Mr. Fenton looked displeased.

"And how came you to find me here?" he asked.

"Oh, some men saw you take this road, and I guessed the rest."

"Oh, ah, very good. And what do you want, Sweetwater?"

The young man, who was glowing with pride and all alive with an enthusiasm which he had kept suppressed for hours, slipped up to the constable and whispered in his ear: "I have made a discovery, sir. I know you will excuse the presumption, but I couldn't bring myself to keep quiet and follow in that other fellow's wake. I had to make investigations on my own account, and—and"—stammering in his eagerness "they have been successful, sir. I have found out who was the murderer of Agatha Webb."

The constable, compassionating the disappointment in store for him, shook his head, with a solemn look toward the room from which he had just emerged. "You are late, Sweetwater," said he. "We have found him out ourselves, and he lies there, dead."

It was dark where they stood and Sweetwater's back was to the moonlight, so that the blank look which must have crossed his face at this announcement was lost upon the constable. But his consternation was evident from the way he thrust out either hand to steady himself against the walls of the narrow passageway, and Mr. Fenton was not at all surprised to hear him stammer out:

"Dead! He! Whom do you mean by he, Mr. Fenton?"

"The man in whose house we now are," returned the other. "Is there anyone else who can be suspected of this crime?"

Sweetwater gave a gulp that seemed to restore him to himself.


- _Task description_: Wherever the string "item" turns up in the data, copy the whole line.

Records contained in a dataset
==================================================

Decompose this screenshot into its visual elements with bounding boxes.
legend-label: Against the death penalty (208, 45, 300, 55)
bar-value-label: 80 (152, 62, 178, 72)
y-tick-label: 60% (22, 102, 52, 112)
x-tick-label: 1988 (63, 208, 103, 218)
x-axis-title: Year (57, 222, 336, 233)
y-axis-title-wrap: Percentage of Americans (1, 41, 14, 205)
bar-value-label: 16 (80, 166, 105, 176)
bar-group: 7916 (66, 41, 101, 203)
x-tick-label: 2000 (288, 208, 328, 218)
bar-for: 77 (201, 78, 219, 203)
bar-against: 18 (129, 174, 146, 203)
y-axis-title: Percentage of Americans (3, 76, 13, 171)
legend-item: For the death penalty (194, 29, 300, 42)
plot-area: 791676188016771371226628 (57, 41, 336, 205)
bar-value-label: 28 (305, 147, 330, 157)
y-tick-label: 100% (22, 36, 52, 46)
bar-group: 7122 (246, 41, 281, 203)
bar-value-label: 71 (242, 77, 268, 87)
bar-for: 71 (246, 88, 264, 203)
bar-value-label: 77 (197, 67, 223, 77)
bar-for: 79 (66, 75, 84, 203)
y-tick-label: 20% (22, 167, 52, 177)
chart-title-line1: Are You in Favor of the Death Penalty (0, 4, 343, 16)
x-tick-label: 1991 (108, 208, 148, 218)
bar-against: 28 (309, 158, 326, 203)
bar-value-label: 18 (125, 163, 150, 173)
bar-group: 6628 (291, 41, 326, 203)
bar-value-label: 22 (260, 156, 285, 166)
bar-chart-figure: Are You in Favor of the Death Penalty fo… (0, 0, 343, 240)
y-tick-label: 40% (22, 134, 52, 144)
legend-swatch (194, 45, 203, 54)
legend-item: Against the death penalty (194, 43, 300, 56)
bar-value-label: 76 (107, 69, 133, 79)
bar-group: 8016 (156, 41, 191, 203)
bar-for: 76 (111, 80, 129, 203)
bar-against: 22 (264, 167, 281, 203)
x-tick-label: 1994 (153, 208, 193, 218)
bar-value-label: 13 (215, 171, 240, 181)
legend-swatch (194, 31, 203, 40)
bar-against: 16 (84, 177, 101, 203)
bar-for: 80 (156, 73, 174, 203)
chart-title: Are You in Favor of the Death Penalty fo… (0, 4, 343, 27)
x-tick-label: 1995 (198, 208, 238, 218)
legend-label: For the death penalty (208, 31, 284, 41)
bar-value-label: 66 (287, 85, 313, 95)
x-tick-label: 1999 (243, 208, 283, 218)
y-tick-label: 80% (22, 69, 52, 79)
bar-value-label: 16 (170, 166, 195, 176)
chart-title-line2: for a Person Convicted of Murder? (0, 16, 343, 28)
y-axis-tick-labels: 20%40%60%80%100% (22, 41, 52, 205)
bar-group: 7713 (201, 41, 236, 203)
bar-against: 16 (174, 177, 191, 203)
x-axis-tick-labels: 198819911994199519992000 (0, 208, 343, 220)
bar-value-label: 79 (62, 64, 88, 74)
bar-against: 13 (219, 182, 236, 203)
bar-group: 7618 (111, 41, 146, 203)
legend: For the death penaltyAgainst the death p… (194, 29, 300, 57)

==================================================

- _Response below_:
legend-item: For the death penalty (194, 29, 300, 42)
legend-item: Against the death penalty (194, 43, 300, 56)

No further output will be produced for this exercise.